“Oh! about—a long time ago—I wanted her to take me again, but she wouldn’t. You and Daddy never go to church, do you?”
“No, we don’t.”
“Why don’t you?”
His mother smiled.
“Well, dear, we both of us went when we were little. Perhaps we went when we were too little.”
“I see,” said little Jon, “it’s dangerous.”
“You shall judge for yourself about all those things as you grow up.”
Little Jon replied in a calculating manner:
“I don’t want to grow up, much. I don’t want to go to school.” A sudden overwhelming desire to say something more, to say what he really felt, turned him red. “I—I want to stay with you, and be your lover, Mum.”
Then with an instinct to improve the situation, he added quickly “I don’t want to go to bed tonight, either.

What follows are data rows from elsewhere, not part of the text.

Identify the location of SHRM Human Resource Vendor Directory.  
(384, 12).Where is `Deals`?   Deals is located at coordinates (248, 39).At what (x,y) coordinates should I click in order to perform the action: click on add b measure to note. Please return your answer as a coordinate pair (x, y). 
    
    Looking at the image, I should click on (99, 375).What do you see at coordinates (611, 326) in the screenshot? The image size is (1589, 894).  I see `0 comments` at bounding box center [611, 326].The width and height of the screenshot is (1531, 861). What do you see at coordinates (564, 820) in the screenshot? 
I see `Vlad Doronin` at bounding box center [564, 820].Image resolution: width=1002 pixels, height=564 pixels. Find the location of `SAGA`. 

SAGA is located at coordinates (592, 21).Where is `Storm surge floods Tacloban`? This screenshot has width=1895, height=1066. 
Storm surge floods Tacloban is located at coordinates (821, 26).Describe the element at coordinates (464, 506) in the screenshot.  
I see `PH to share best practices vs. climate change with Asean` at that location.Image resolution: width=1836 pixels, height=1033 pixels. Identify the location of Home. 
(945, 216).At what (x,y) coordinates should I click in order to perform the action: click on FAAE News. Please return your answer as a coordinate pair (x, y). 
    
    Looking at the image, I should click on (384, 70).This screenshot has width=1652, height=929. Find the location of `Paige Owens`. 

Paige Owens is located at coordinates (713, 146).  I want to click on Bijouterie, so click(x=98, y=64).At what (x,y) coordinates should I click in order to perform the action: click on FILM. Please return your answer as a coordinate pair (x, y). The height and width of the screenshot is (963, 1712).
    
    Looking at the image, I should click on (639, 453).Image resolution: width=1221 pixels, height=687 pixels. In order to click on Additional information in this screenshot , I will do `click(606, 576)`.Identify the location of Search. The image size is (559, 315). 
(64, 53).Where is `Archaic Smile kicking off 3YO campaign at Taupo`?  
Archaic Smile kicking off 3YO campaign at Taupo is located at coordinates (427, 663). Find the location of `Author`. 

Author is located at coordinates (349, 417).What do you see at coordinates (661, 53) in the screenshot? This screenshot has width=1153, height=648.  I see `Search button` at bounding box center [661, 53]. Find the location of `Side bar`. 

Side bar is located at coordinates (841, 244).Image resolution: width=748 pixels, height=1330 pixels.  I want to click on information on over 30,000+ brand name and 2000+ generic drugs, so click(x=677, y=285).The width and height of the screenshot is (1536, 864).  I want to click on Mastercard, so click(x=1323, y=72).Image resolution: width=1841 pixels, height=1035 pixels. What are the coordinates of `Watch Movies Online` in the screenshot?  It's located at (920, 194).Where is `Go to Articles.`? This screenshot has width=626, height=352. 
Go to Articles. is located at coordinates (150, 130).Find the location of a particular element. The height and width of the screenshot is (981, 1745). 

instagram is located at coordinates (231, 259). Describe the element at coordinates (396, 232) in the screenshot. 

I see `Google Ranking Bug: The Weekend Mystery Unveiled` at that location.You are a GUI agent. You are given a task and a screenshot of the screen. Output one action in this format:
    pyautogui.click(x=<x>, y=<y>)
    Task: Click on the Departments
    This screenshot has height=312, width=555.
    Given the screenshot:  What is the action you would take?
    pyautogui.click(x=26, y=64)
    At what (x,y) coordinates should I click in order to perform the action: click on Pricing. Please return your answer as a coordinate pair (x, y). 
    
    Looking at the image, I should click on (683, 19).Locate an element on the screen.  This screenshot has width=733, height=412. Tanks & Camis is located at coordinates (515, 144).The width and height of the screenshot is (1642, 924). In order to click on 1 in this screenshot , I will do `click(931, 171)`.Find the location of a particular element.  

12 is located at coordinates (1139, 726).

I’m simply tired of going to bed, every night.”
“Have you had any more nightmares?”
“Only about one. May I leave the door open into your room tonight, Mum?”
“Yes, just a little.” Little Jon heaved a sigh of satisfaction.
“What did you see in Glensofantrim?”
“Nothing but beauty, darling.”
“What exactly is beauty?”
“What exactly is—Oh! Jon, that’s a poser.”
“Can I see it, for instance?” His mother got up, and sat beside him.